I have three tables: organization
, organization_teams
and org_users
. Here organization_teams
is inherited from organization
. So suppose if a record is added in organizations_teams
it will get the organization
table id
as value for id
column in organization_teams
.
org_users
has foreign key on id
column of organization
. Now when I try to insert data in org_users
it giving me error as below
insert or update on table "org_users" violates foreign key constraint "org_users_organizations"
DETAIL: Key (org_id)=(12) is not present in table "organizations"
Why?
No. Sequences are not inherited. This is known caveat: A serious limitation of the inheritance feature is that indexes (including unique constraints) and foreign key constraints only apply to single tables, not to their inheritance children postgresql.org/docs/current/static/…
Inheritance in PostgreSQL allows you to create a child table based on another table, and the child table will include all of the columns in the parent table.
PostgreSQL supports an advanced object-relational mechanism known as inheritance . Inheritance allows a table to inherit some of its column attributes from one or more other tables, creating a parent-child relationship.
It's covered in the user manual.
The short version: you can use foreign keys, or table inheritance, but not both. This isn't inherently impossible, it's just that it's technically quite difficult to implement unique indexes that span inherited tables in PostgreSQL in a fast, reliable manner. Without that, you can't have a useful foreign key. Nobody's successfully implemented it well enough for a patch adding support to be accepted into PostgreSQL yet.
A foreign key can point to a table that is part of an inheritance hierarchy, but it'll only find rows in that table exactly. Not in any parent or child tables. To see which rows the foreign key sees, do a SELECT * FROM ONLY thetable
. The ONLY
keyword means "ignoring inheritance" and that's what the foreign key lookup will do.
The only workaround i have found is:
Completely agree with @Craig Ringer, we can't use foreign keys along with inheritance.
But if we are sure that we are going to insert correct data, and we want to use foreign key in org_users, we can do one thing.
We can create a child table of org_users say org_users_child (with no foreign key) as below
CREATE TABLE org_users_child () INHERITS (org_users);
Now we can insert data in this child table.
Now if we query over org_users table, we can find desired results.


- _EXERCISE PROMPT_: Of the entries that follow, how many lines hold the string "name"? Write the number and nothing more.
--
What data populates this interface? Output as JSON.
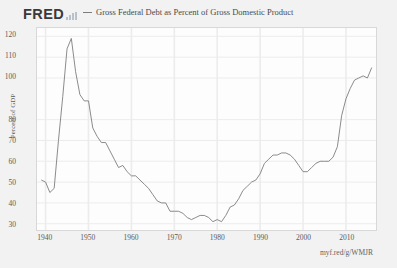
{
  "header": {
    "logo_text": "FRED",
    "logo_icon": "bar-chart-icon",
    "legend_swatch_color": "#7d7d7d",
    "series_label": "Gross Federal Debt as Percent of Gross Domestic Product"
  },
  "footer": {
    "source_note": "myf.red/g/WMJR"
  },
  "style": {
    "page_background": "#f2f2f2",
    "plot_background": "#fdfdfd",
    "line_color": "#7d7d7d",
    "grid_color": "#ececec",
    "axis_text_color": "#5a5a5a"
  },
  "chart_data": {
    "type": "line",
    "title": "Gross Federal Debt as Percent of Gross Domestic Product",
    "xlabel": "",
    "ylabel": "Percent of GDP",
    "xlim": [
      1938,
      2017
    ],
    "ylim": [
      27,
      124
    ],
    "yticks": [
      30,
      40,
      50,
      60,
      70,
      80,
      100,
      110,
      120
    ],
    "xticks": [
      1940,
      1950,
      1960,
      1970,
      1980,
      1990,
      2000,
      2010
    ],
    "grid": true,
    "legend_position": "top",
    "series": [
      {
        "name": "Gross Federal Debt as Percent of Gross Domestic Product",
        "color": "#7d7d7d",
        "x": [
          1939,
          1940,
          1941,
          1942,
          1943,
          1944,
          1945,
          1946,
          1947,
          1948,
          1949,
          1950,
          1951,
          1952,
          1953,
          1954,
          1955,
          1956,
          1957,
          1958,
          1959,
          1960,
          1961,
          1962,
          1963,
          1964,
          1965,
          1966,
          1967,
          1968,
          1969,
          1970,
          1971,
          1972,
          1973,
          1974,
          1975,
          1976,
          1977,
          1978,
          1979,
          1980,
          1981,
          1982,
          1983,
          1984,
          1985,
          1986,
          1987,
          1988,
          1989,
          1990,
          1991,
          1992,
          1993,
          1994,
          1995,
          1996,
          1997,
          1998,
          1999,
          2000,
          2001,
          2002,
          2003,
          2004,
          2005,
          2006,
          2007,
          2008,
          2009,
          2010,
          2011,
          2012,
          2013,
          2014,
          2015,
          2016
        ],
        "y": [
          51.0,
          50.0,
          45.0,
          47.0,
          70.0,
          91.0,
          114.0,
          119.0,
          103.0,
          92.0,
          89.0,
          89.0,
          76.0,
          72.0,
          69.0,
          69.0,
          65.0,
          61.0,
          57.0,
          58.0,
          55.0,
          53.0,
          53.0,
          51.0,
          49.0,
          47.0,
          44.0,
          41.0,
          40.0,
          40.0,
          36.0,
          36.0,
          36.0,
          35.0,
          33.0,
          32.0,
          33.0,
          34.0,
          34.0,
          33.0,
          31.0,
          32.0,
          31.0,
          34.0,
          38.0,
          39.0,
          42.0,
          46.0,
          48.0,
          50.0,
          51.0,
          54.0,
          59.0,
          61.0,
          63.0,
          63.0,
          64.0,
          64.0,
          63.0,
          61.0,
          58.0,
          55.0,
          55.0,
          57.0,
          59.0,
          60.0,
          60.0,
          60.0,
          62.0,
          67.0,
          82.0,
          90.0,
          95.0,
          99.0,
          100.0,
          101.0,
          100.0,
          105.0
        ]
      }
    ]
  }
}
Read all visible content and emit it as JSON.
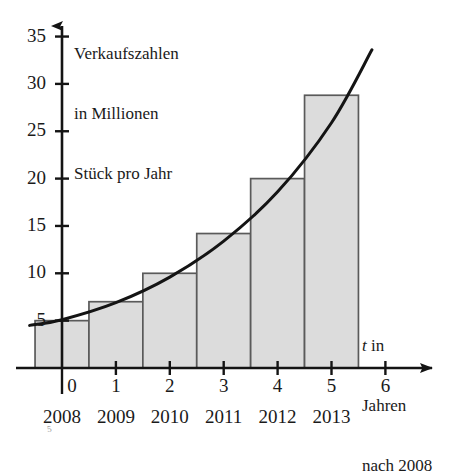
{
  "chart_data": {
    "type": "bar",
    "title": "",
    "subtitle": "",
    "ylabel": "Verkaufszahlen in Millionen Stück pro Jahr",
    "ylabel_lines": [
      "Verkaufszahlen",
      "in Millionen",
      "Stück pro Jahr"
    ],
    "xlabel": "t in Jahren nach 2008",
    "xlabel_lines": [
      "t in",
      "Jahren",
      "nach 2008"
    ],
    "xlabel_italic_token": "t",
    "categories": [
      "0",
      "1",
      "2",
      "3",
      "4",
      "5"
    ],
    "secondary_categories": [
      "2008",
      "2009",
      "2010",
      "2011",
      "2012",
      "2013"
    ],
    "values": [
      5,
      7,
      10,
      14.2,
      20,
      28.8
    ],
    "xticks": [
      "0",
      "1",
      "2",
      "3",
      "4",
      "5",
      "6"
    ],
    "yticks": [
      "5",
      "10",
      "15",
      "20",
      "25",
      "30",
      "35"
    ],
    "xlim": [
      -0.6,
      6.45
    ],
    "ylim": [
      0,
      38.5
    ],
    "grid": false,
    "legend": null,
    "series": [
      {
        "name": "Verkaufszahlen",
        "type": "bar",
        "values": [
          5,
          7,
          10,
          14.2,
          20,
          28.8
        ]
      },
      {
        "name": "Exponentielles Modell",
        "type": "line",
        "note": "exponentielle Ausgleichskurve",
        "points": [
          {
            "t": -0.6,
            "y": 4.5
          },
          {
            "t": 0,
            "y": 5.1
          },
          {
            "t": 1,
            "y": 6.9
          },
          {
            "t": 2,
            "y": 9.6
          },
          {
            "t": 3,
            "y": 13.4
          },
          {
            "t": 4,
            "y": 18.6
          },
          {
            "t": 5,
            "y": 25.9
          },
          {
            "t": 5.75,
            "y": 33.6
          }
        ]
      }
    ],
    "bar_fill": "#dcdcdc",
    "bar_stroke": "#5a5a5a",
    "curve_color": "#141414",
    "axis_color": "#141414"
  },
  "artifact": {
    "smudge_text": "5"
  }
}
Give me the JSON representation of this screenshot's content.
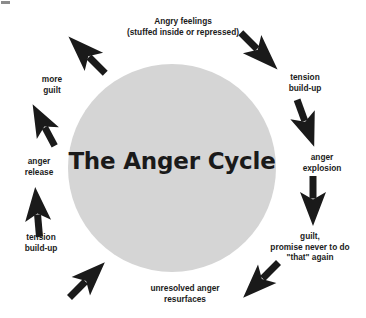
{
  "diagram": {
    "title": "The Anger Cycle",
    "type": "cycle-diagram",
    "background_color": "#ffffff",
    "circle_color": "#d5d5d5",
    "arrow_color": "#1a1a1a",
    "text_color": "#1b1b1b",
    "stages": [
      {
        "id": "angry-feelings",
        "position": "top",
        "lines": [
          "Angry feelings",
          "(stuffed inside or repressed)"
        ],
        "line1_bold_word": "Angry",
        "line1_rest": " feelings",
        "line2": "(stuffed inside or repressed)"
      },
      {
        "id": "tension-build-up-right",
        "position": "top-right",
        "lines": [
          "tension",
          "build-up"
        ]
      },
      {
        "id": "anger-explosion",
        "position": "right",
        "lines": [
          "anger",
          "explosion"
        ]
      },
      {
        "id": "guilt-promise",
        "position": "bottom-right",
        "lines": [
          "guilt,",
          "promise never to do",
          "\"that\" again"
        ]
      },
      {
        "id": "unresolved-anger",
        "position": "bottom",
        "lines": [
          "unresolved anger",
          "resurfaces"
        ]
      },
      {
        "id": "tension-build-up-left",
        "position": "bottom-left",
        "lines": [
          "tension",
          "build-up"
        ]
      },
      {
        "id": "anger-release",
        "position": "left",
        "lines": [
          "anger",
          "release"
        ]
      },
      {
        "id": "more-guilt",
        "position": "top-left",
        "lines": [
          "more",
          "guilt"
        ]
      }
    ],
    "arrows": [
      {
        "id": "arrow-top-left-up-right",
        "direction": "up-right",
        "name": "arrow-up-right-icon"
      },
      {
        "id": "arrow-top-right-down-right",
        "direction": "down-right",
        "name": "arrow-down-right-icon"
      },
      {
        "id": "arrow-right-upper-down",
        "direction": "down",
        "name": "arrow-down-icon"
      },
      {
        "id": "arrow-right-lower-down",
        "direction": "down",
        "name": "arrow-down-icon"
      },
      {
        "id": "arrow-bottom-right-down-left",
        "direction": "down-left",
        "name": "arrow-down-left-icon"
      },
      {
        "id": "arrow-bottom-left-up-left",
        "direction": "up-left",
        "name": "arrow-up-left-icon"
      },
      {
        "id": "arrow-left-lower-up",
        "direction": "up",
        "name": "arrow-up-icon"
      },
      {
        "id": "arrow-left-upper-up-right",
        "direction": "up-right",
        "name": "arrow-up-right-icon"
      }
    ]
  }
}
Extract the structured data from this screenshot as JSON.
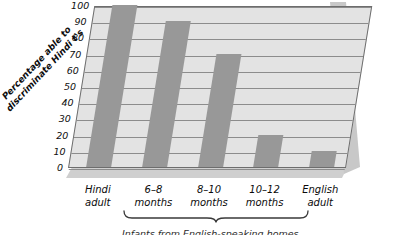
--
- _SOLVED EXERCISE_: 11